Happy End
15¦ Blu-ray, DVDIt’s been five years since Austrian director Michael Haneke last released a film – 2012’s Amour - so it sadly looks like he’s slowing down his cinematic output. Let’s face it though, at the grand age of 75, he’s allowed to.
And although Happy End couldn’t be considered his best work, Haneke is still keen to poke around at the underbelly of civilised society and make audiences squirm.
Poor Eve (Fantine Harduin); after her mother taking an overdose of pills, the 12-year-old is sent to the family home, to live with her father Thomas (Mathieu Kassovitz) – who is now re-married and has a new baby – her aunt Anne (Isabelle Huppert), and her ailing grandfather Georges (Jean-Louis Trintignant).
She’s not too cut up about her mother’s condition however, seeing as she was the one who slipped her the pills.
The family have other concerns. Their company is in serious trouble when a worker is involved in an accident on site, and Georges has, quite frankly, had enough, and is keen to embrace death as soon as he can and create his own happy end.
As you would expect, the subject matter of a quietly disintegrating wealthy family is Haneke’s croissant and butter. He takes the seemingly banal elements of their everyday existence, only to highlight a darkness that seeps through them all.
Where this film differs from many of his past efforts, is in the disjointed narrative, removing important scenes in the lives of the family, forcing the audience to fill in the blanks. This leaves audiences having to do too much of the heavy lifting, which always feels like to much of a chore.
There’s still darkness here of course, but it is more subtle, and not quite as deliciously disturbing as it has been in his previous work.
It may contain many of his themes, which are always worth exploring, yet Happy End lacks that killer punch that Haneke has so often delivered in the past.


* _What you have to do_:
Retype all of the entries exactly as they appear.
----- Source material
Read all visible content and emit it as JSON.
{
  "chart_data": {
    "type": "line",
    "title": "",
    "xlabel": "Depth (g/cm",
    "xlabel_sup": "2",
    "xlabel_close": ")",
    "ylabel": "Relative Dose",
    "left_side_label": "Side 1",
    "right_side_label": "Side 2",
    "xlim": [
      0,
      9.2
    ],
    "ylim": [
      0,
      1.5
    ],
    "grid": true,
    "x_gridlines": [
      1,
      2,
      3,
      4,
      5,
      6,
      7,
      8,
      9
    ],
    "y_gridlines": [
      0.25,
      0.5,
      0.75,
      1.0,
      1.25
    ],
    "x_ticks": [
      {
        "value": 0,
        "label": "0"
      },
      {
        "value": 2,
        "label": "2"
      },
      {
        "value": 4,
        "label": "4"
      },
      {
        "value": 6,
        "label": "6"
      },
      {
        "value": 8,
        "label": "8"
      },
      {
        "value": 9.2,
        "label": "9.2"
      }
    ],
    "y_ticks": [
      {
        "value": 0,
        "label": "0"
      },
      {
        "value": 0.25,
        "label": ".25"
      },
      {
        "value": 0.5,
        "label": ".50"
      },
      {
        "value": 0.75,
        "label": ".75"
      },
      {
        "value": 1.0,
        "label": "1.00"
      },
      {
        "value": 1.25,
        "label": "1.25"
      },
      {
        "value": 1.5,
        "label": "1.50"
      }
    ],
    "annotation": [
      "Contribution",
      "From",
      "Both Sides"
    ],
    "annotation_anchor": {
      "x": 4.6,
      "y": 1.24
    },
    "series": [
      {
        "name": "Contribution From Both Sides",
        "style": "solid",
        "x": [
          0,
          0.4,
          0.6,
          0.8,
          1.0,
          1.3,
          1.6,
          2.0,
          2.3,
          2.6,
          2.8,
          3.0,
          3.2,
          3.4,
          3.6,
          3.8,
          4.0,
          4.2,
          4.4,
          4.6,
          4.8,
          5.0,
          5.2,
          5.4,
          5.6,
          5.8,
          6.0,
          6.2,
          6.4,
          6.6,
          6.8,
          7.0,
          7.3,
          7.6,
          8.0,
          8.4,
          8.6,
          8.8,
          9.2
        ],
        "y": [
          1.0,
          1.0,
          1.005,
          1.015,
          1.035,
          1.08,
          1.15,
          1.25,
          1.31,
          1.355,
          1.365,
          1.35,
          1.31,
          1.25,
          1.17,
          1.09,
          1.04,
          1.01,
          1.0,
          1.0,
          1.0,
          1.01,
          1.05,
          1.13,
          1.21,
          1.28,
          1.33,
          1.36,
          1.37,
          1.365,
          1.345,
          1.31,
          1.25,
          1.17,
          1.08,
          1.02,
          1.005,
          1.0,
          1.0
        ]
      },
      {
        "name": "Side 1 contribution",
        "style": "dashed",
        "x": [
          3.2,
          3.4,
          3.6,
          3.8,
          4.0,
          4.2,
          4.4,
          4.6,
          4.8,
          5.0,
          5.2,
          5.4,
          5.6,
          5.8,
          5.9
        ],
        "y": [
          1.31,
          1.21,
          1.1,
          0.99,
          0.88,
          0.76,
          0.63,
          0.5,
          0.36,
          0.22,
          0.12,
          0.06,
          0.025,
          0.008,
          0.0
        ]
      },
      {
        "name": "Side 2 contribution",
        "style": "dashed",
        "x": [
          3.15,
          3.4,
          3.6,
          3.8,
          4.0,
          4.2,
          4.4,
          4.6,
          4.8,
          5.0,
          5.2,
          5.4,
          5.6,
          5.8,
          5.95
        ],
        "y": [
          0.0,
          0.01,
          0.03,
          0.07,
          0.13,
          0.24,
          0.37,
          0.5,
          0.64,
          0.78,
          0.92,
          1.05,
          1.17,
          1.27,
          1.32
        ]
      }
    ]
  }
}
----------
* _Response for this exercise_:
Read all visible content and emit it as JSON.
{
  "chart_data": {
    "type": "line",
    "title": "",
    "xlabel": "Depth (g/cm",
    "xlabel_sup": "2",
    "xlabel_close": ")",
    "ylabel": "Relative Dose",
    "left_side_label": "Side 1",
    "right_side_label": "Side 2",
    "xlim": [
      0,
      9.2
    ],
    "ylim": [
      0,
      1.5
    ],
    "grid": true,
    "x_gridlines": [
      1,
      2,
      3,
      4,
      5,
      6,
      7,
      8,
      9
    ],
    "y_gridlines": [
      0.25,
      0.5,
      0.75,
      1.0,
      1.25
    ],
    "x_ticks": [
      {
        "value": 0,
        "label": "0"
      },
      {
        "value": 2,
        "label": "2"
      },
      {
        "value": 4,
        "label": "4"
      },
      {
        "value": 6,
        "label": "6"
      },
      {
        "value": 8,
        "label": "8"
      },
      {
        "value": 9.2,
        "label": "9.2"
      }
    ],
    "y_ticks": [
      {
        "value": 0,
        "label": "0"
      },
      {
        "value": 0.25,
        "label": ".25"
      },
      {
        "value": 0.5,
        "label": ".50"
      },
      {
        "value": 0.75,
        "label": ".75"
      },
      {
        "value": 1.0,
        "label": "1.00"
      },
      {
        "value": 1.25,
        "label": "1.25"
      },
      {
        "value": 1.5,
        "label": "1.50"
      }
    ],
    "annotation": [
      "Contribution",
      "From",
      "Both Sides"
    ],
    "annotation_anchor": {
      "x": 4.6,
      "y": 1.24
    },
    "series": [
      {
        "name": "Contribution From Both Sides",
        "style": "solid",
        "x": [
          0,
          0.4,
          0.6,
          0.8,
          1.0,
          1.3,
          1.6,
          2.0,
          2.3,
          2.6,
          2.8,
          3.0,
          3.2,
          3.4,
          3.6,
          3.8,
          4.0,
          4.2,
          4.4,
          4.6,
          4.8,
          5.0,
          5.2,
          5.4,
          5.6,
          5.8,
          6.0,
          6.2,
          6.4,
          6.6,
          6.8,
          7.0,
          7.3,
          7.6,
          8.0,
          8.4,
          8.6,
          8.8,
          9.2
        ],
        "y": [
          1.0,
          1.0,
          1.005,
          1.015,
          1.035,
          1.08,
          1.15,
          1.25,
          1.31,
          1.355,
          1.365,
          1.35,
          1.31,
          1.25,
          1.17,
          1.09,
          1.04,
          1.01,
          1.0,
          1.0,
          1.0,
          1.01,
          1.05,
          1.13,
          1.21,
          1.28,
          1.33,
          1.36,
          1.37,
          1.365,
          1.345,
          1.31,
          1.25,
          1.17,
          1.08,
          1.02,
          1.005,
          1.0,
          1.0
        ]
      },
      {
        "name": "Side 1 contribution",
        "style": "dashed",
        "x": [
          3.2,
          3.4,
          3.6,
          3.8,
          4.0,
          4.2,
          4.4,
          4.6,
          4.8,
          5.0,
          5.2,
          5.4,
          5.6,
          5.8,
          5.9
        ],
        "y": [
          1.31,
          1.21,
          1.1,
          0.99,
          0.88,
          0.76,
          0.63,
          0.5,
          0.36,
          0.22,
          0.12,
          0.06,
          0.025,
          0.008,
          0.0
        ]
      },
      {
        "name": "Side 2 contribution",
        "style": "dashed",
        "x": [
          3.15,
          3.4,
          3.6,
          3.8,
          4.0,
          4.2,
          4.4,
          4.6,
          4.8,
          5.0,
          5.2,
          5.4,
          5.6,
          5.8,
          5.95
        ],
        "y": [
          0.0,
          0.01,
          0.03,
          0.07,
          0.13,
          0.24,
          0.37,
          0.5,
          0.64,
          0.78,
          0.92,
          1.05,
          1.17,
          1.27,
          1.32
        ]
      }
    ]
  }
}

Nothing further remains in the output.